The rest of the information about how the hash is generated we could continue to research, or we could save time and trust that someone else has figured this out already and published a package that we can simply use, knowing that a community of people have audited the code, found and fixed bugs.

Including the above allows us to simply use

Geohash.encode(lat, lon, [precision])

Asking a user for their location as soon as the home page loads is penalised by Lighthouse. Lighthouse is an open-source, automated tool for improving the quality of web pages from google. Getting a 90+ percentage score is rapidly becoming a modern standard for all websites.

Responsible use

Asking for and obtaining a user's geographical position comes with some responsibility. Geohashing used with appropriate length provides the user some protection, but it us down to us as developers to only broadcast the length required and not the users exact location.
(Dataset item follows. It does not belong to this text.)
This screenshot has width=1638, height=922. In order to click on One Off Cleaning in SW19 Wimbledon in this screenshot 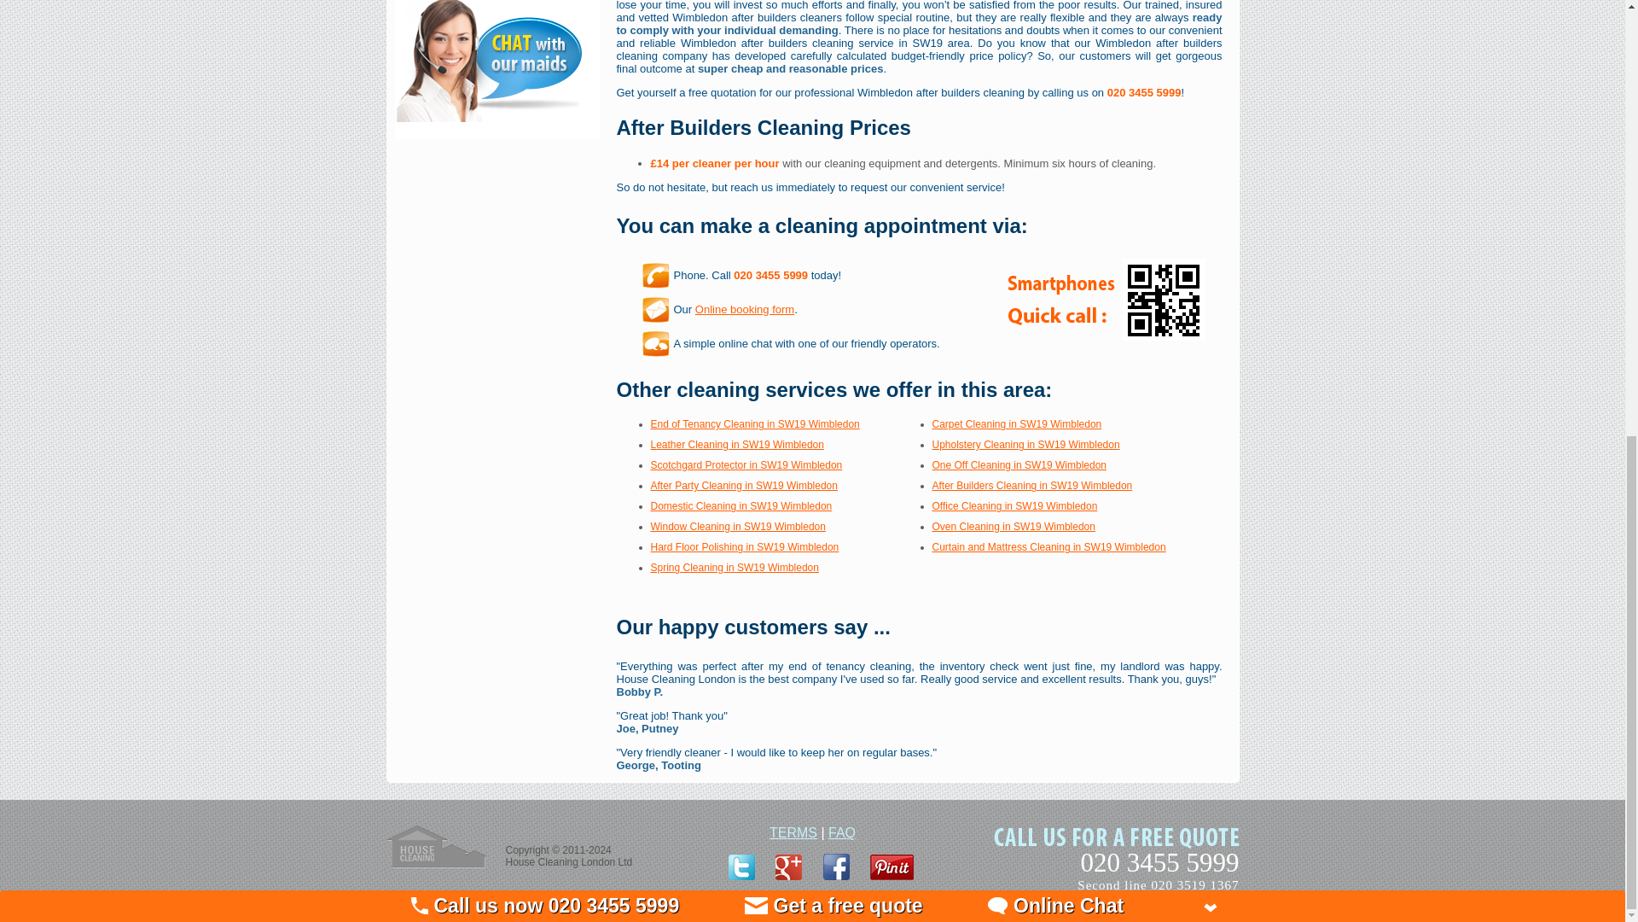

Adding somthing like the below to your terms and conditions would be advised.

User privacy is extremely important to us at <insert your name>. Location coordinates are only gathered after the user has agreed to use this service.

If age restricted content applies, you need to state that user must be 18+ years of age to access the service.

Location coordinates (longitude, latitude, and radius) will be obtained ONLY when opt-in conditions are met and users are automatically opted- out after an attempt to locate them has been completed. Precise location data is not stored, geo hashing to level 4 which places them somewhere within a 39km x 19km area is stored and transmitted to other users.